Friday, May 8, 2009

robin blaser 1925-2009


Robin Blaser

Moments


Thematicists think it all makes sense

Plato fucked the middle voice

Wilde said, 'Either those drapes go or I go'

bp : 'death words : "what I meant to say was"'

McCaffery : 'abstract ruin'

our battle with the book is our Buddhist battle


from charles bernstein:

"Robin Blaser’s poems are companions on a journey of life, a journey whose goal is not getting someplace else, but, rather, being where you are and who you are, where you is always in the plural.

In the plural might be a good motto for Blaser’s courageous and anti-declamatory poetics, his profound continuation, deep into the darkening heart of contemporary North American poetry, of Emily Dickinson’s core value: "I’m nobody. Are you nobody too?" For Blaser, it is not only nobody but also no mind, or "no" mind, for this is a poetics of negation that dwells in pleats and upon folds. Pleating and folding being Blaser’s latter day, Deleuzian, manner of extending his lifelong project of seriality.

Blaser’s work constitutes a fundamental part of the fabric of the North American poetry and poetics of "interrogation," to use his term. Compared to his most immediate contemporaries, Blaser has pursued a different, distinctly refractory, willfully diffuse, course that has led him to be circumspect about publication. As a result, it was almost 40 years from his first poems to the time when The Holy Forest began to emerge as one of the key poetic works of the present. Indeed, Blaser’s lyric collage (what he calls "the art of combinations" in a poem of that title, alluding to Leibnitz) seems today to be remarkably fresh, even while his engagement with (I don’t say commitment to) turbulence and turbulent thought seems ever more pressingly exemplary. Blaser’s work seems to me more a part of the future of poetry than the past."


EXERCISE PROMPT: Keep only the lines of the material below that contain the word "with". Copy those lines.

TASK MATERIAL:
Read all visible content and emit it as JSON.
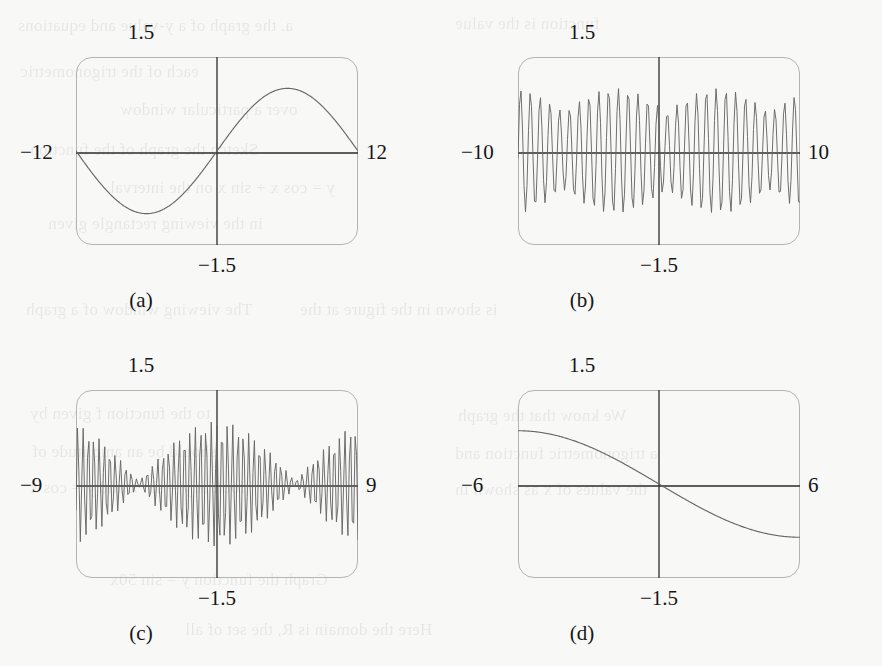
{
  "figure": {
    "background_color": "#f8f8f7",
    "curve_color": "#676767",
    "axis_color": "#2b2b2b",
    "frame_color": "#b4b4b4",
    "panel_count": 4
  },
  "ghost_text": [
    {
      "text": "a. the graph of a y-value and equations",
      "x": 18,
      "y": 16
    },
    {
      "text": "function is the value",
      "x": 455,
      "y": 14
    },
    {
      "text": "each of the trigonometric",
      "x": 20,
      "y": 62
    },
    {
      "text": "over a particular window",
      "x": 120,
      "y": 100
    },
    {
      "text": "Sketch the graph of the function",
      "x": 30,
      "y": 140
    },
    {
      "text": "y = cos x + sin x on the interval",
      "x": 110,
      "y": 178
    },
    {
      "text": "in the viewing rectangle given",
      "x": 48,
      "y": 214
    },
    {
      "text": "The viewing window of a graph",
      "x": 26,
      "y": 300
    },
    {
      "text": "is shown in the figure at the",
      "x": 300,
      "y": 300
    },
    {
      "text": "to the function f given by",
      "x": 30,
      "y": 404
    },
    {
      "text": "We know that the graph",
      "x": 458,
      "y": 406
    },
    {
      "text": "should be an amplitude of",
      "x": 32,
      "y": 442
    },
    {
      "text": "a trigonometric function and",
      "x": 455,
      "y": 444
    },
    {
      "text": "look at y = sin x and y = cos x",
      "x": 30,
      "y": 478
    },
    {
      "text": "the values of x as shown in",
      "x": 455,
      "y": 480
    },
    {
      "text": "Graph the function y = sin 50x",
      "x": 110,
      "y": 570
    },
    {
      "text": "Here the domain is R, the set of all",
      "x": 185,
      "y": 620
    }
  ],
  "panels": [
    {
      "id": "a",
      "caption": "(a)",
      "labels": {
        "ymax": "1.5",
        "ymin": "−1.5",
        "xmin": "−12",
        "xmax": "12"
      }
    },
    {
      "id": "b",
      "caption": "(b)",
      "labels": {
        "ymax": "1.5",
        "ymin": "−1.5",
        "xmin": "−10",
        "xmax": "10"
      }
    },
    {
      "id": "c",
      "caption": "(c)",
      "labels": {
        "ymax": "1.5",
        "ymin": "−1.5",
        "xmin": "−9",
        "xmax": "9"
      }
    },
    {
      "id": "d",
      "caption": "(d)",
      "labels": {
        "ymax": "1.5",
        "ymin": "−1.5",
        "xmin": "−6",
        "xmax": "6"
      }
    }
  ],
  "chart_data": [
    {
      "type": "line",
      "title": "(a)",
      "xlabel": "",
      "ylabel": "",
      "xlim": [
        -12,
        12
      ],
      "ylim": [
        -1.5,
        1.5
      ],
      "grid": false,
      "legend": "none",
      "axis_labels": {
        "left": "−12",
        "right": "12",
        "top": "1.5",
        "bottom": "−1.5"
      },
      "description": "Single smooth sine period across the window; crosses zero at x=0 rising, minimum near x=-6, maximum near x=+6, amplitude about 1.0",
      "series": [
        {
          "name": "y = sin(50x) aliased over [-12,12]",
          "form": "sine",
          "amplitude": 1.0,
          "period": 24,
          "phase": 0,
          "samples_x": [
            -12,
            -10.5,
            -9,
            -7.5,
            -6,
            -4.5,
            -3,
            -1.5,
            0,
            1.5,
            3,
            4.5,
            6,
            7.5,
            9,
            10.5,
            12
          ],
          "samples_y": [
            0,
            -0.383,
            -0.707,
            -0.924,
            -1.0,
            -0.924,
            -0.707,
            -0.383,
            0,
            0.383,
            0.707,
            0.924,
            1.0,
            0.924,
            0.707,
            0.383,
            0
          ]
        }
      ]
    },
    {
      "type": "line",
      "title": "(b)",
      "xlabel": "",
      "ylabel": "",
      "xlim": [
        -10,
        10
      ],
      "ylim": [
        -1.5,
        1.5
      ],
      "grid": false,
      "legend": "none",
      "axis_labels": {
        "left": "−10",
        "right": "10",
        "top": "1.5",
        "bottom": "−1.5"
      },
      "description": "Very dense high-frequency oscillation filling the window; amplitude envelope beats, dipping near x=-3 and x=+4 and peaking near x=-6, x=0 and x=+8; peak amplitude about 1.0",
      "series": [
        {
          "name": "y = sin(50x) sampled (aliased)",
          "form": "aliased-sine",
          "carrier_frequency": 50,
          "envelope_form": "beat",
          "envelope_nodes_x": [
            -3.1,
            4.2
          ],
          "amplitude": 1.0
        }
      ]
    },
    {
      "type": "line",
      "title": "(c)",
      "xlabel": "",
      "ylabel": "",
      "xlim": [
        -9,
        9
      ],
      "ylim": [
        -1.5,
        1.5
      ],
      "grid": false,
      "legend": "none",
      "axis_labels": {
        "left": "−9",
        "right": "9",
        "top": "1.5",
        "bottom": "−1.5"
      },
      "description": "Dense oscillation with a clear symmetric beat envelope: amplitude maximum about 1.0 at x=0, nodes (near-zero amplitude) at about x=-5 and x=+5, secondary lobes rising again toward both edges",
      "series": [
        {
          "name": "y = sin(50x) sampled (aliased, beat envelope)",
          "form": "aliased-sine",
          "carrier_frequency": 50,
          "envelope_form": "cosine-beat",
          "envelope_nodes_x": [
            -5.0,
            5.0
          ],
          "amplitude": 1.0
        }
      ]
    },
    {
      "type": "line",
      "title": "(d)",
      "xlabel": "",
      "ylabel": "",
      "xlim": [
        -6,
        6
      ],
      "ylim": [
        -1.5,
        1.5
      ],
      "grid": false,
      "legend": "none",
      "axis_labels": {
        "left": "−6",
        "right": "6",
        "top": "1.5",
        "bottom": "−1.5"
      },
      "description": "Single smooth monotonically decreasing S-curve; starts flat near y=+0.85 at the left edge, passes through the origin with steepest slope, flattens near y=-0.85 at the right edge",
      "series": [
        {
          "name": "y = sin(50x) aliased over [-6,6] (decreasing sigmoid)",
          "form": "negative-sine-half-period",
          "amplitude": 0.85,
          "samples_x": [
            -6,
            -5,
            -4,
            -3,
            -2,
            -1,
            0,
            1,
            2,
            3,
            4,
            5,
            6
          ],
          "samples_y": [
            0.85,
            0.83,
            0.74,
            0.6,
            0.42,
            0.22,
            0,
            -0.22,
            -0.42,
            -0.6,
            -0.74,
            -0.83,
            -0.85
          ]
        }
      ]
    }
  ]
}
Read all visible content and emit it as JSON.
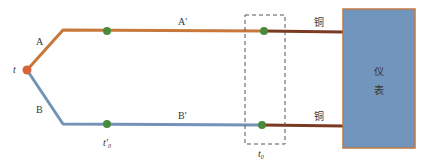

REPLY TO THE EXERCISE:
      "description": "Dense oscillation with a clear symmetric beat envelope: amplitude maximum about 1.0 at x=0, nodes (near-zero amplitude) at about x=-5 and x=+5, secondary lobes rising again toward both edges",
      "description": "Single smooth monotonically decreasing S-curve; starts flat near y=+0.85 at the left edge, passes through the origin with steepest slope, flattens near y=-0.85 at the right edge",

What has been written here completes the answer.